Lloyd Kolbe is a professor of Applied Health Science and serves on the dean’s group of HPER’s Life Sciences Initiative. Kolbe—who spent 20 years working in public health at the Centers for Disease Control and Prevention (CDC) before joining the faculty at HPER three years ago—says President Herbert and Interim Provost McRobbie have been visionary in focusing on the life sciences.

Kolbe cites Bloomington’s 2005 law prohibiting smoking indoors in public and workplaces (and outdoors within 30 feet of entrances, exits, open windows, and ventilation intakes of public places and workplaces) as an example of how public health decisions can make a widespread difference in people’s lives.

“This has an enormous environmental effect in terms of secondhand smoke,” says Kolbe. “It also made a statement to impressionable young people that smoking is such a serious problem, it’s prohibited in public places. That’s one example of how changing the environment can do far more than just nagging people not to smoke.”

HPER initiatives include working to make fresh, healthful foods available to low-income people to help prevent obesity, and offering a variety of opportunities for physical activity through HPER’s Recreational Sports program, which Kolbe and others have identified as “arguably the best in the country.”

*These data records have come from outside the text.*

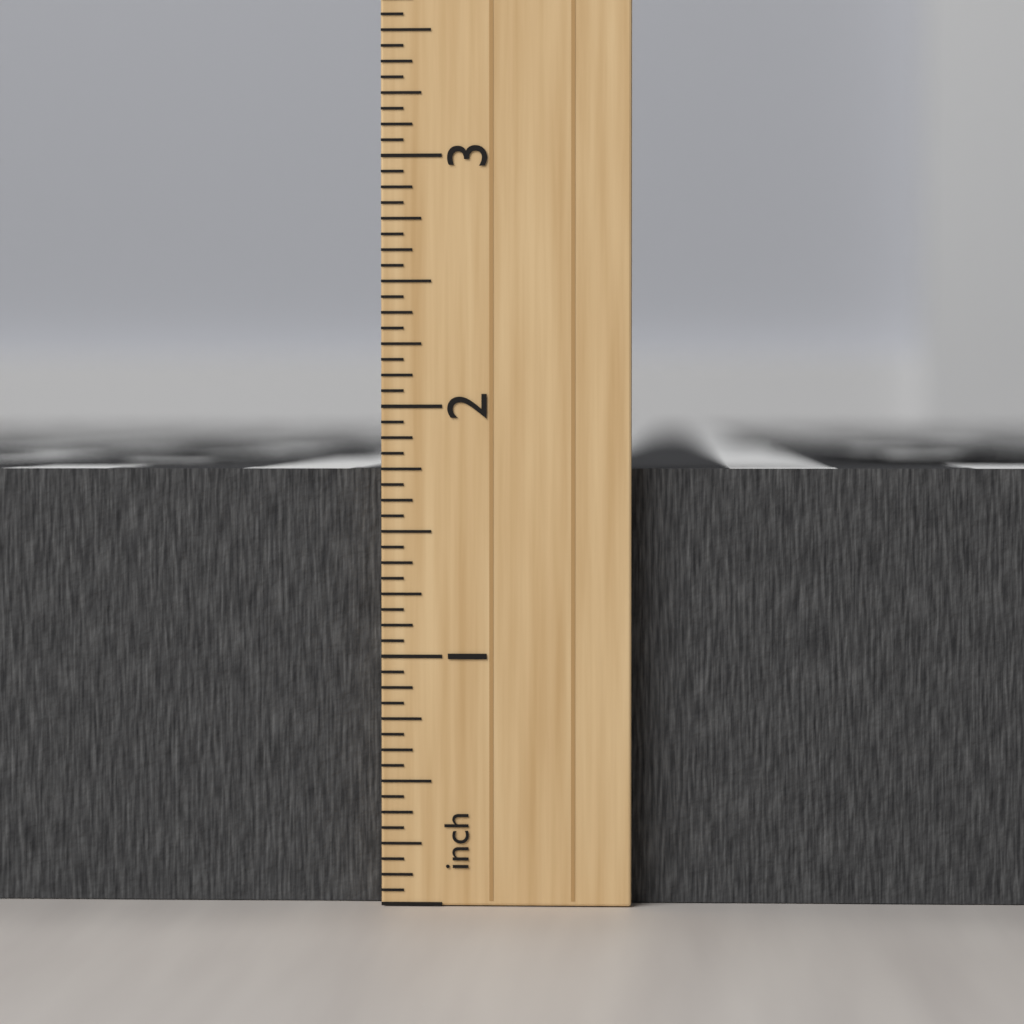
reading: 1.7500 inch
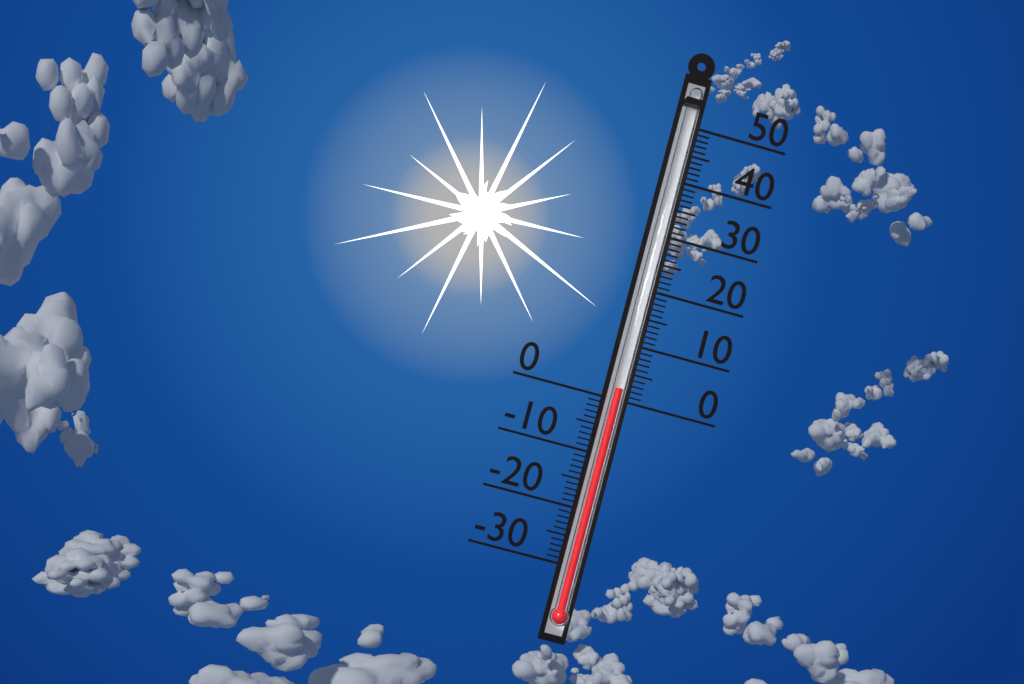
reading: 2 (no unit)
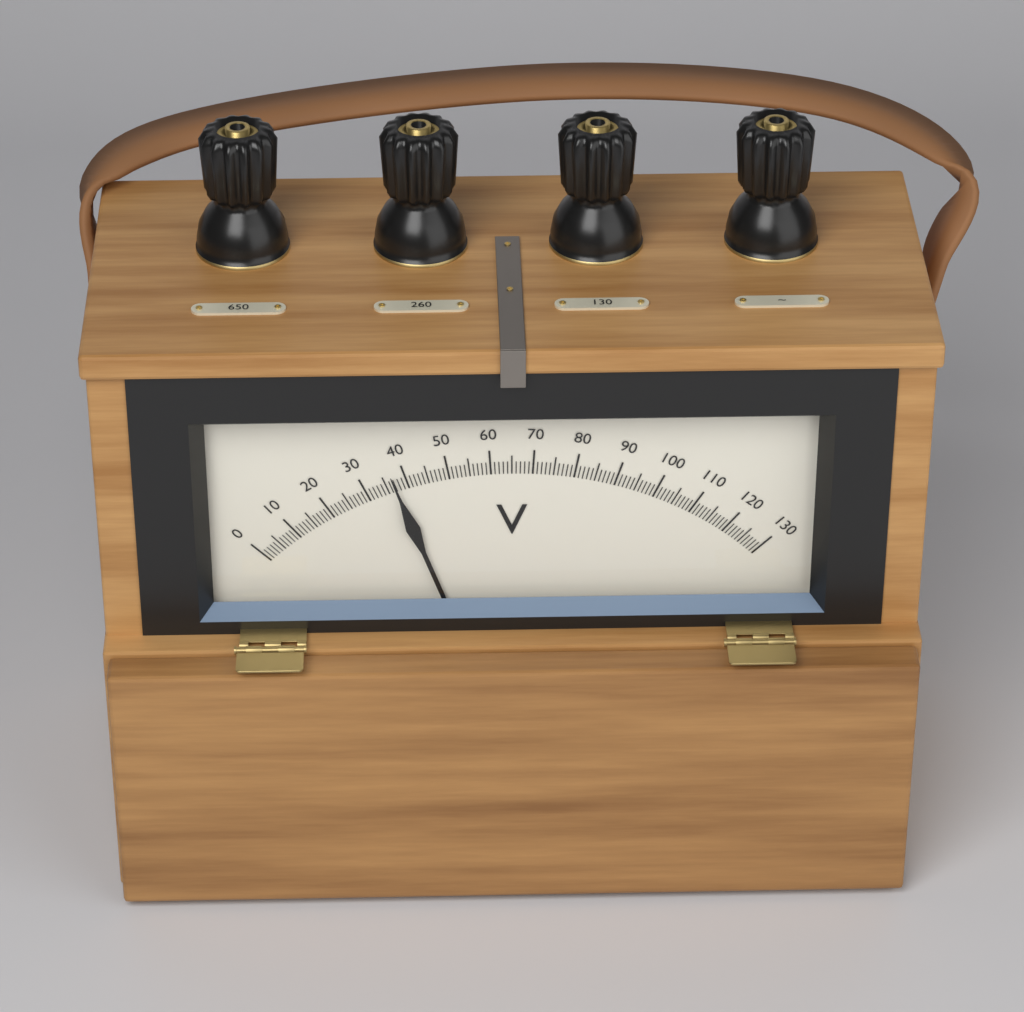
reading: 37 V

In the near future, Kolbe says, virtually everyone interested in the advancement and perservation of our society will have to work together to develop a public health system, a concept that has been echoed by numerous public health documents from the World Health Organization, the CDC, and others.

“The driving engine of that can be the university, because it has the schools that are training the future leaders and have enormous impact on health and quality of life,” Kolbe says.

Purpose and meaning

The essence of what HPER does, says Dean Gallahue, is to bring purpose and meaning to people’s lives so they will engage in healthy behaviors—not just because they know it’s good for them, but because it means something to them personally. “Most people don’t stop smoking because ‘I’m going to die if I keep smoking.’ No, they stop because ‘My breath stinks and she doesn’t want to kiss me,’ or ‘Cigarettes cost $3 a pack and I don’t have enough cash to invest in this habit,” he says.

By participating in the Life Sciences Initiative, HPER can promote the concept of healthful lifestyles in a way that’s specifically targeted to the Bloomington campus, bringing this “purpose and meaning” to people on an individual level.

Wilkerson says the first step to improving any health issue is improving nutrition and exercise habits. “That’s what we’re about—exercise, nutrition, healthy habits. We probably are tackling the hardest of all problems: changing human behavior,” she says. “The Life Sciences Initiative Taskforce has come to the realization that there are lots of people designing drugs, designing equipment, developing all of these things, but unless we can get people to utilize them, their quality of life will be less than adequate. We’re looking at not only living longer, but at quality of life and enjoying living.”

America’s health care situation is “catastrophic,” says Wilkerson. “We provide an opportunity for research that changes people’s behavior relative to healthy lifestyle habits. We’re not just treating a malady that already exists.

“I think we’re just stepping up and saying ‘this is who we are,’” she says. “We’ve been part of the life sciences from the beginning.”